I resided this house 17 or 18 years ago. It is a two story building 32 by 36 
feet. I used what is called Canex, it is really a pressed paper with a hard 
surface formed to look like aged painted wood. The boards are 12 feet long and 
8 inches wide, quite heavy. I used a similar product, a little different design 
for vertical siding on the gable ends and aluminum soffit and fascia.

The trick is to measure each corner from the under side of where the soffet 
will go down and dividing that evenly by the virtual width of the boards to 
locate the height of the bottom mounting member what ever that is and depending 
on the system. Then you need to get the bottom member that the siding hangs on 
straight from one corner to the other.

Once that is done it is just a matter of laying each course and nailing it into 
place until you hit a door or a window. The next trick is to cut out when you 
hit the bottom or top of window openings or the top of door openings or other 
penetrations like vents.

Various siding systems use different trim materials. Many use 'J' mold around 
window and door frames which you apply before you start the siding. Some use 
corner caps which are also applied first. Some corner caps are under-cut to 
hide the ends of the siding, others are designed to but up tight.

Most applications you will apply a drip cap over windows and doors but you 
probably don't have to remove that.

Frankly though, if the insurance is willing to pay a contractor that is the way 
I would go. They will come in with scaffolding, tarps to cover plantings and a 
skip to collect the debris and they will be in and out of there in a couple of 
days. You will be renting all that stuff for a long time without a crew and 
even paying demurrage on the skip or dumpster will cost you a lot more because 
it will take you days to strip shingles, collect them up and load them into the 
skip. A crew will strip the building in a couple of days and have it all picked 
up. They will have their own arrangements to get scaffolding to and from the 
site and so on and the contractor is protected by insurance and Worker's 
compensation, you are not.

I did it because I was paying for it and I had the time but not the money.

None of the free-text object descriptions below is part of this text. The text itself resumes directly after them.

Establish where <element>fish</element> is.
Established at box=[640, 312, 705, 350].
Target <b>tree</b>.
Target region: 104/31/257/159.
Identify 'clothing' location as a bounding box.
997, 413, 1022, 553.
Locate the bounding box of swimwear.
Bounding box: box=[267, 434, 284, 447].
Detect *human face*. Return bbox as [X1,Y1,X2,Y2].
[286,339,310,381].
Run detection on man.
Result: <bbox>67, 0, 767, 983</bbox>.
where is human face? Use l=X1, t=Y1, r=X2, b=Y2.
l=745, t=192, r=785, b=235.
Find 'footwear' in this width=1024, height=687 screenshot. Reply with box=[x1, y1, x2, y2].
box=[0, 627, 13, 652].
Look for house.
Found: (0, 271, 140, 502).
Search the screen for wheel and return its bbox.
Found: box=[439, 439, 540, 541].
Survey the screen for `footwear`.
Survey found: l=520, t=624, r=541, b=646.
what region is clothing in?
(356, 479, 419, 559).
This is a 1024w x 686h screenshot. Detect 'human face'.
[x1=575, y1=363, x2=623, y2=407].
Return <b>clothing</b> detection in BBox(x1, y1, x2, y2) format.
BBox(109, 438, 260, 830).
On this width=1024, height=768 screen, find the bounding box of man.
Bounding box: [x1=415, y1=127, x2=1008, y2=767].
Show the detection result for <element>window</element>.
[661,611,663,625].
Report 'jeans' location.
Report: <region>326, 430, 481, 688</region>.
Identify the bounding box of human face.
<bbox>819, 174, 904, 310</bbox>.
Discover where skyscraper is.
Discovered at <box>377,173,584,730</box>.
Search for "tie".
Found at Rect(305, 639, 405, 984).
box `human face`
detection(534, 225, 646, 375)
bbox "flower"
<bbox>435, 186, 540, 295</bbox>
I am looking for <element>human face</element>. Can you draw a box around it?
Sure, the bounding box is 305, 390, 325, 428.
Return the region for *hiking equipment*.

This 
isn't your situation.



  ----- Original Message ----- 
  From: Michael Baldwin 
  To: [email protected] 
  Sent: Wednesday, June 18, 2008 9:24 AM
  Subject: [BlindHandyMan] Siding


  Hi,
  Has anyone on here sided their house? Baseball sized hail caused the
  insurance company to total my siding and roof, and I can't believe what
  these dorks want to charge to do the work. And my insurance agent don't
  care if I do it, as long as it is done. I want to use the Fiber Cement
  siding. I have done some roofing before, and helped on large house reroofs,
  but not done one this big myself, but roofing isn't that hard, just don't'
  fall off the roof, LOL.
  Puts my other remodel on the back burner though until this stuff is done.